Boeing Announces Duwamish Waterway Environmental Cleanup and Habitat Restoration
SEATTLE, May 4 /PRNewswire/ -- Boeing (NYSE: BA) today announced an environmental cleanup and habitat restoration project that will create nearly five acres of contiguous intertidal wetlands, restore more than half a mile of waterway and establish a resting area for migratory fish in and along the lower Duwamish Waterway.
"We are committed to restoring habitat along the Duwamish and conducting environmental work that is vital to the ecosystem, nearby wetlands, the Puget Sound and to our community," said Mary Armstrong, Boeing vice president of Environment, Health and Safety. "This is the largest planned habitat restoration in the Duwamish Waterway, and it will provide an important ecological resource to improve Puget Sound fish runs."
Boeing has reached a settlement agreement to clean up high priority areas. The agreement – signed by the National Oceanic and Atmospheric Administration, the U.S. Department of Interior, the Washington State Department of Ecology and the Suquamish and Muckleshoot Indian tribes – fulfills significant federal and state requirements for Boeing along the waterway.
This agreement is part of the overall process to clean up the Duwamish Waterway and focuses on restoration of the waterway ecosystem as cleanup continues. Cleanup and restoration activity is scheduled to begin in fall 2012, once final agency approvals and permits are obtained, and expected to take several years to complete. The project will involve excavating more than 100,000 cubic yards of sediment and replacing it with clean sand.
This work is being done in coordination with source control measures to mitigate the impact of materials flowing into the waterway from Boeing property, nearby King County International Airport, local highways and roads and surrounding businesses and residential neighborhoods.
In conjunction with this activity, Boeing will demolish several aging buildings located at its Plant 2 facility in Seattle to facilitate cleanup efforts. The buildings – which were partially constructed on pilings over the waterway between 1936 and 1941 – produced many of the B-17s used in World War II and have not been an active part of Boeing's airplane production operations for 40 years.
Boeing will demolish the buildings, cleaning up the effects from past practices and restoring the waterway and nearby wetlands. The company is developing plans to commemorate the site's historic legacy prior to the demolition.
Today's announcement is the latest in a series of recent developments in restoring the Duwamish Waterway.
On March 3, Boeing and the Washington State Department of Ecology reached agreement on plans to test soil, ground water and sediment at the 9.8-acre Isaacson site and the 19.4-acre Thompson site, both south of Plant 2.
On February 12, Boeing, King County and the City of Seattle reached agreement regarding cleanup of Slip 4, a 6.4-acre parcel of the waterway north of Plant 2.
The Duwamish Waterway was created in the early 1900s when a 9.3-mile (14.9-kilometer) stretch of the waterway in south Seattle was straightened, dredged and transformed into a 5.3 mile-long (8.5 kilometer) navigational channel with deep-water port facilities. In 1909, what was then the world's largest man-made island was built at the mouth of the waterway for industrial uses. Boeing began operations along the Duwamish Waterway in 1936. In 2001, the waterway was listed as a Superfund site by the U.S. Environmental Protection Agency.
The Puget Sound Regional Council estimates that businesses along the lower Duwamish Waterway currently provide approximately 80,000 jobs, and that 84 percent of the industrial lands within the city of Seattle are located along the waterway.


### Try it
In full and without alteration, reproduce every record.

[Records from a data collection]
________
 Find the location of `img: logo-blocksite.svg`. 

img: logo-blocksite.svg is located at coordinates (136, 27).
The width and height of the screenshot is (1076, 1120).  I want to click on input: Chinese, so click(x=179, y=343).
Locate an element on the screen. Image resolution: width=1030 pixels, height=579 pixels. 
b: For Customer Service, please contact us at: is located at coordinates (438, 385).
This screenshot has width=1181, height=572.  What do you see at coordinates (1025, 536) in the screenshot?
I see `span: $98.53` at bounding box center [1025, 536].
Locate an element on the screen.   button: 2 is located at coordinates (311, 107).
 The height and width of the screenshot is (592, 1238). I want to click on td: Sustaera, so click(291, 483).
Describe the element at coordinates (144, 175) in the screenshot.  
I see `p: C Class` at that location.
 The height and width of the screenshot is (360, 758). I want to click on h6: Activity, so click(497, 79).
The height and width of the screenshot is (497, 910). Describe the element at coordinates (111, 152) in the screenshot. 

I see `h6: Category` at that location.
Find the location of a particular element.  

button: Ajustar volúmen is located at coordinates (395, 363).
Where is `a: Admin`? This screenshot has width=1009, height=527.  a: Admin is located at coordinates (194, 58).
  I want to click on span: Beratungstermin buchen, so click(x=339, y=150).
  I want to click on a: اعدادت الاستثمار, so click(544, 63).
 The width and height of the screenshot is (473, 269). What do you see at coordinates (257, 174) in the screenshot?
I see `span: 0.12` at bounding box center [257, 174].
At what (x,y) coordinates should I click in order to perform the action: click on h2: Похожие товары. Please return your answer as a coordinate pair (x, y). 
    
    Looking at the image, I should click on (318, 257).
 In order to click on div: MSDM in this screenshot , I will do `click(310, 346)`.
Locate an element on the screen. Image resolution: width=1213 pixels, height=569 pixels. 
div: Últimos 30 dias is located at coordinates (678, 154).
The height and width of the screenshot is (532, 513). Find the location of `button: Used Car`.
________
### Reply to the exercise
 Find the location of `img: logo-blocksite.svg`. 

img: logo-blocksite.svg is located at coordinates (136, 27).
The width and height of the screenshot is (1076, 1120).  I want to click on input: Chinese, so click(x=179, y=343).
Locate an element on the screen. Image resolution: width=1030 pixels, height=579 pixels. 
b: For Customer Service, please contact us at: is located at coordinates (438, 385).
This screenshot has width=1181, height=572.  What do you see at coordinates (1025, 536) in the screenshot?
I see `span: $98.53` at bounding box center [1025, 536].
Locate an element on the screen.   button: 2 is located at coordinates (311, 107).
 The height and width of the screenshot is (592, 1238). I want to click on td: Sustaera, so click(291, 483).
Describe the element at coordinates (144, 175) in the screenshot.  
I see `p: C Class` at that location.
 The height and width of the screenshot is (360, 758). I want to click on h6: Activity, so click(497, 79).
The height and width of the screenshot is (497, 910). Describe the element at coordinates (111, 152) in the screenshot. 

I see `h6: Category` at that location.
Find the location of a particular element.  

button: Ajustar volúmen is located at coordinates (395, 363).
Where is `a: Admin`? This screenshot has width=1009, height=527.  a: Admin is located at coordinates (194, 58).
  I want to click on span: Beratungstermin buchen, so click(x=339, y=150).
  I want to click on a: اعدادت الاستثمار, so click(544, 63).
 The width and height of the screenshot is (473, 269). What do you see at coordinates (257, 174) in the screenshot?
I see `span: 0.12` at bounding box center [257, 174].
At what (x,y) coordinates should I click in order to perform the action: click on h2: Похожие товары. Please return your answer as a coordinate pair (x, y). 
    
    Looking at the image, I should click on (318, 257).
 In order to click on div: MSDM in this screenshot , I will do `click(310, 346)`.
Locate an element on the screen. Image resolution: width=1213 pixels, height=569 pixels. 
div: Últimos 30 dias is located at coordinates (678, 154).
The height and width of the screenshot is (532, 513). Find the location of `button: Used Car`.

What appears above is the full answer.